Rise in CO2 could restrict growing days for crops

peanut harvest
Farmers are harvesting peanut trees in Chiangmai, Thailand. Image: Bonga1965 / Shutterstock.com

The positive consequences of climate change may not be so positive. Although plants in the colder regions are expected to thrive as average global temperatures rise, even this benefit could be limited.

Some tropical regions could lose up to 200 growing days a year, and more than two billion rural people could see their hopes wither on the vine or in the field. Even in  temperate zones, there will be limits to extra growth.

Plants quicken, blossom and ripen as a response to moisture, warmth and the length of daylight. Global warming will clearly change the temperatures and influence the patterns of precipitation, but it won’t make any difference to the available hours of sunlight at any point on the globe.

Scientists at the University of Hawaii at Mānoa report in the Public Library of Science journal PLOS Biology that they looked at the big picture of complex change. Higher concentrations of atmospheric carbon dioxide – the greenhouse gas from car exhausts, forest fires and factory chimneys – are expected overall to aid crop and forest growth.

Extended season

Average global warming of less than 1°C in the last 30 years has extended the northern hemisphere growing season by up to 11 days, but plants are still limited by radiation.

“Those that think climate change will benefit plants need to see the light, literally and figuratively,” says Camilo Mora, lead author of the report and assistant professor in the Department of Geography at the University of Hawaii.

For the first time across a major forest region, we have real data showing that biome shift has started.

Glenn Juday, professor of forest ecology at the University of Alaska Fairbanks School of Natural Resources

“A narrow focus on the factors that influence plant growth has led to major underestimations of the potential impacts of climate change on plants, not only at higher latitudes but more severely in the tropics, exposing the world to dire consequences.”

Professor Mora has made a career of thinking about global consequences. He and colleagues recently tried to calculate the possible dates at which local climates could shift inexorably in different parts of the world, and tried also to build a picture of how ocean warming and acidification would affect incomes everywhere.

His team is not the first to try to calculate the potential impact of catastrophic global warming on global food supply. Cereals are vulnerable to extremes of heat, and climate change may already be affecting yields in Europe.

But the Hawaiian scientists tried a simple theoretical approach, by first identifying the ranges of temperature, soil moisture and light that drive 95 per cent of the world’s plant growth today.

They then tried to calculate the number of days in a year in which these growth conditions could be expected at various latitudes in the future, as carbon dioxide levels – and average temperatures – climb.

They found that, nearer the poles, the number of days above freezing would increase by 7 per cent.

“But many plants will not be able to take advantage of those warmer temperatures because there will not be enough sunlight to sustain their growth,” says Iain Caldwell, of the Hawaii Institute of Marine Biology.

The same warming at the lowest latitudes could be devastating: in some tropical regions, conditions could become too hot and dry for any growth.

Overall, the planet could see an 11 per cent reduction in the number of days suited to growth, and some places in the tropics could lose 200 growing days a year.

Although some regions in China, Russia and Canada will see an improvement, around 2.1 billion people who rely on forests and agriculture for food and revenue could lose 30% of the days they now bank on for plant growth.

But rising levels of carbon dioxide could also affect the quality of plant growth, according to a new study in Global Change Biology.

Zhaozhong Feng, of the Department of Biological and Environmental Sciences at the University of Gothenburg, Sweden, and colleagues looked at the results of eightexperiments in four continents on crops, grasslands and forests, and found that as carbon dioxide levels go up, the nitrogen content of the crop is lowered. In the case of wheat and rice, this would also mean lower protein levels.

Negative effect

“Furthermore, we can see that this negative effect exists regardless of whether or not the plants’ growth increases, and even if fertiliser is added,” says Johan Uddling, a plant physiologist at Gothenburg, and a co-author of the report. “This is unexpected and new.”

In the same week, a team of scientists at the University of Alaska Fairbanks produced evidence that climate change has already begun to alter the forests of the far north.

They report in the journal Forest Ecology and Management that in the interior of Alaska, already at the optimum temperature range for white spruce, tree growth slowed as summer temperatures rose.

In Western Alaska, once at the low end of the ideal temperature range for the same species, trees are now growing more rapidly.

“For the first time across a major forest region, we have real data showing that biome shift has started”, said Glenn Juday, professor of forest ecology at the university’s School of Natural Resources.

“This is not a scenario model, or a might, or a maybe. The boreal forest in Interior Alaska is very near dying from unsuitably warm temperatures. The area in Western Alaska where the forest transitions to tundra is now the productive heart of the boreal forest.”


# [What the task asks]
Line by line, please look for the word "Image" in the following records, then copy each line you find it in.

*** Opening Given records ***

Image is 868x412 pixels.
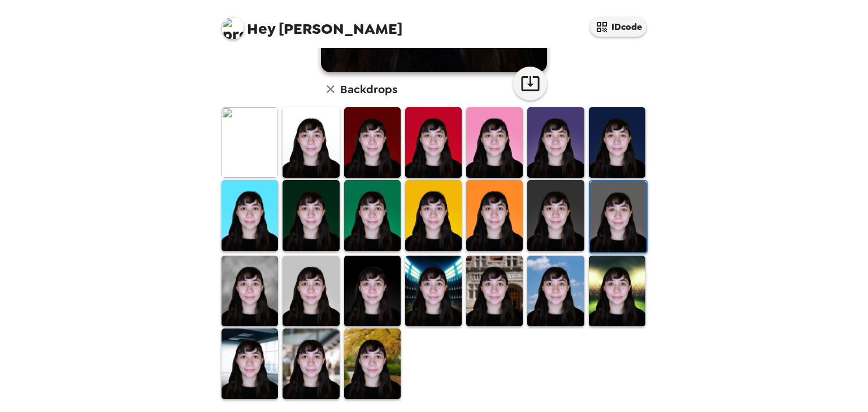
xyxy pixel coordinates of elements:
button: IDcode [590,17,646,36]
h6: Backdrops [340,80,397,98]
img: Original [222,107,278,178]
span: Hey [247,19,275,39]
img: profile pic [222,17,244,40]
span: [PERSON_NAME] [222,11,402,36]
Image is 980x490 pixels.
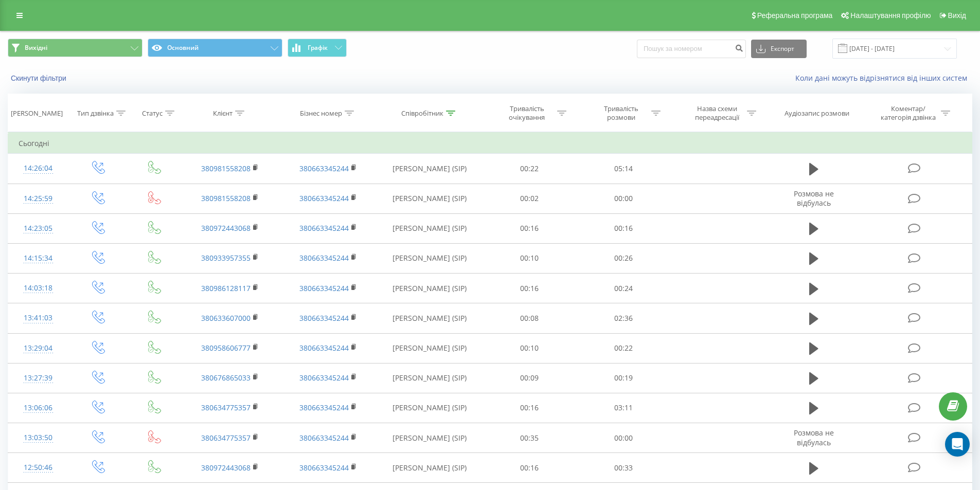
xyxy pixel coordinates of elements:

*** Closing Given records ***
*** Opening Given records ***

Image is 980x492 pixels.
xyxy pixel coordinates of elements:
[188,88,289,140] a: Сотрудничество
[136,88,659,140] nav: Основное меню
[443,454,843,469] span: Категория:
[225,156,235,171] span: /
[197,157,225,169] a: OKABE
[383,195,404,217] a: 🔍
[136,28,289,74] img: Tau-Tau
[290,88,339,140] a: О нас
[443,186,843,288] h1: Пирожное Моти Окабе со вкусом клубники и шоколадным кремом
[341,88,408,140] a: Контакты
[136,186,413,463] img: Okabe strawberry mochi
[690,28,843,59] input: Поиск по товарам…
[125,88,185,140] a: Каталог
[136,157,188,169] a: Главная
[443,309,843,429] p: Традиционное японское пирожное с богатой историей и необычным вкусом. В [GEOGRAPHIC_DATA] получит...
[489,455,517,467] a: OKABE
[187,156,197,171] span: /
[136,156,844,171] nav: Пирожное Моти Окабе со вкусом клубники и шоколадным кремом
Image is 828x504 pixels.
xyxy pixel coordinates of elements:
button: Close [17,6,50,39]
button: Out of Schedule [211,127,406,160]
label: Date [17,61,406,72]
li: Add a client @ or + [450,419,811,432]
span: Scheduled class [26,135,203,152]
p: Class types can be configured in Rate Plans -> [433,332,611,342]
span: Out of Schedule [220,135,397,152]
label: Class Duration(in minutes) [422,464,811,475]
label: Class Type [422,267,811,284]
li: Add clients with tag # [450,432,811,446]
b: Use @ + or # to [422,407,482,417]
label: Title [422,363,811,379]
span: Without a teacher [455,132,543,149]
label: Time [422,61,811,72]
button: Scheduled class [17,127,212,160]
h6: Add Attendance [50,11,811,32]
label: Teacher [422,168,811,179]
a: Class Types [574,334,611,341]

*** Closing Given records ***

# [Solved exercise]
Image is 868x412 pixels.
Image is 980x490 pixels.
Image is 980x492 pixels.
Image is 828x504 pixels.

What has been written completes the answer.